All emojis
Emojis (from Japanese η΅΅ζε, meaning 'picture character') are Unicode pictographs that can be used in any text, just like regular letters and numbers. They are standardized by the Unicode Consortium and work across all modern operating systems, browsers and applications.
Key features of emojis:
For HTML-encoded special characters like Greek letters (ΞΌ), arrows (β) and quotes («»), see the HTML character map.
Find emojis by typing keywords like "smile", "heart", "flag" or "animal". Popular searches: arrows • clocks • country flags • fruits • games • phones • hearts • faces or browse random emojis
eye in speech bubble
man: light skin tone, white hair
woman: red hair
woman frowning: medium-light skin tone
man gesturing OK
woman with headscarf
woman walking facing right: light skin tone
man with white cane facing right
woman with white cane facing right: medium-dark skin tone
woman with white cane facing right: dark skin tone
person in motorized wheelchair: medium skin tone
woman in motorized wheelchair facing right: medium-dark skin tone
woman climbing: medium skin tone
people holding hands: medium-dark skin tone
woman and man holding hands: dark skin tone, medium-dark skin tone
couple with heart: person, person, dark skin tone, medium skin tone
mammoth
sauropod
spider
snowman without snow
card index dividers
card file box
ATM sign
record button
Copy and paste: Click on any emoji to see its details, then copy the character or code you need.
In HTML: Use the Unicode codepoint like 😀 or paste the emoji directly.
😀
In URLs: Use the URL-encoded version like %F0%9F%98%80 for query parameters.
%F0%9F%98%80
In domain names: Use punycode encoding for emoji domains (e.g., π©.la becomes xn--ls8h.la).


**About this exercise**
Go to the line containing "Task: Click on the span: Order History" in the records below and print it and every following line exactly, on through the line containing "Image resolution: width=806", then stop.

**Excerpted data**
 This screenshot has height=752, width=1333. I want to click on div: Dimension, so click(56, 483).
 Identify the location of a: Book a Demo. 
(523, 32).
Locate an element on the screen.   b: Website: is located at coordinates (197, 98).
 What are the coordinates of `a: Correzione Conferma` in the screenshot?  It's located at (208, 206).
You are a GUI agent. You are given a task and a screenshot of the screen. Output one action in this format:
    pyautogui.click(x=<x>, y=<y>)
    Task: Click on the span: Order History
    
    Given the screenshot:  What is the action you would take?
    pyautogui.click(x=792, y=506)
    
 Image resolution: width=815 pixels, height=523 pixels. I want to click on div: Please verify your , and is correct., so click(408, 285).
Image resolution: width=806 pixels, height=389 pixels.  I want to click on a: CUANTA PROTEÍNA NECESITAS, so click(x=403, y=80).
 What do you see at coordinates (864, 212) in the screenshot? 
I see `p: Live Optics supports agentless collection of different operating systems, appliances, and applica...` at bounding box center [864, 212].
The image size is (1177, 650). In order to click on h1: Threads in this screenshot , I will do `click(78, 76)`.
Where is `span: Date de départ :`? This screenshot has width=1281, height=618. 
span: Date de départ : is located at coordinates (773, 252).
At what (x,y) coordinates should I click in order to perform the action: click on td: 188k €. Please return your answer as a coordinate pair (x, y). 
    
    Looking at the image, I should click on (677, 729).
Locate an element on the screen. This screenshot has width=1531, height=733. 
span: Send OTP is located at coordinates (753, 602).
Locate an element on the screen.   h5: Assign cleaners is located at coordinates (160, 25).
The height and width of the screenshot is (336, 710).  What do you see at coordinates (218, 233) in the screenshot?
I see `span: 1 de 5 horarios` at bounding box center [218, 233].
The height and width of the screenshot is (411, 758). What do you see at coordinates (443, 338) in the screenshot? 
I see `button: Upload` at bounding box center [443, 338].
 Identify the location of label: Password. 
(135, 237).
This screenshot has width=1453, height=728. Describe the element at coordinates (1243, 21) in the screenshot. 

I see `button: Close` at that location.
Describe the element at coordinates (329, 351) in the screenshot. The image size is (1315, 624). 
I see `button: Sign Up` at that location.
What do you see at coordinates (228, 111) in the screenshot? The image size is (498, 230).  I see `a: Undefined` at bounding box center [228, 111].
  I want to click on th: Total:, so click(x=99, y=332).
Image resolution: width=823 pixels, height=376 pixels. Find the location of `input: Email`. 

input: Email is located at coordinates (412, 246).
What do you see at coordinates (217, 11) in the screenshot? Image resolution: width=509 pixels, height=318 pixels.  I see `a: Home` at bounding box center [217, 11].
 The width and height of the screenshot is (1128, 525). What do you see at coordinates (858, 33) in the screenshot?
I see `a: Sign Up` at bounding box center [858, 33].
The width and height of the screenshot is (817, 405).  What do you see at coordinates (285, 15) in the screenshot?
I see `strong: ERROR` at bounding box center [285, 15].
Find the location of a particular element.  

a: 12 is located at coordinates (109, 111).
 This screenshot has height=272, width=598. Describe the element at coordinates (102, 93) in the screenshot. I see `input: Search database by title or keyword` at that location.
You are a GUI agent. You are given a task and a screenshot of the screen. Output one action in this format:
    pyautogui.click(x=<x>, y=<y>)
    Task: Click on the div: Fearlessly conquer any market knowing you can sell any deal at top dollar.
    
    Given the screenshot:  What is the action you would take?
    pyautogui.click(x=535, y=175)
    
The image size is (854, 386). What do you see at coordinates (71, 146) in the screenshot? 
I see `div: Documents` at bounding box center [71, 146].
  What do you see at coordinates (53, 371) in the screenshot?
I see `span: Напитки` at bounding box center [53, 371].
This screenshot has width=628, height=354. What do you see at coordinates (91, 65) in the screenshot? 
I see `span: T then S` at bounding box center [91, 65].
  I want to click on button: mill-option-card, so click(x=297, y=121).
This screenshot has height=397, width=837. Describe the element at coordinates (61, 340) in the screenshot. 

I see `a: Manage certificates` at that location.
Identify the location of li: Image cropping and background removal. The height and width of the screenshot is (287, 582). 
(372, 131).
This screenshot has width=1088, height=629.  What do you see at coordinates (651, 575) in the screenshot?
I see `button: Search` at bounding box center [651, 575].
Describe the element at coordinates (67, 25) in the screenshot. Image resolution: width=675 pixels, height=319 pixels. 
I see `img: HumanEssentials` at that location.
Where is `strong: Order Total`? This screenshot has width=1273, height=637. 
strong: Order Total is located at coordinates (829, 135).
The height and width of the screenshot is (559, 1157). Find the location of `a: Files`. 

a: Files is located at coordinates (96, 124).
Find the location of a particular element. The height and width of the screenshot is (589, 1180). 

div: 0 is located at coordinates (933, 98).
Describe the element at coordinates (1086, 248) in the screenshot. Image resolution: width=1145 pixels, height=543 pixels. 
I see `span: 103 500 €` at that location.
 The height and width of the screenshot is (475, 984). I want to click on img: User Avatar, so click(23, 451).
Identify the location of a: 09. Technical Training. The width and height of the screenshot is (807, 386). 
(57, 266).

**Task response**
    Task: Click on the span: Order History
    
    Given the screenshot:  What is the action you would take?
    pyautogui.click(x=792, y=506)
    
 Image resolution: width=815 pixels, height=523 pixels. I want to click on div: Please verify your , and is correct., so click(408, 285).
Image resolution: width=806 pixels, height=389 pixels.  I want to click on a: CUANTA PROTEÍNA NECESITAS, so click(x=403, y=80).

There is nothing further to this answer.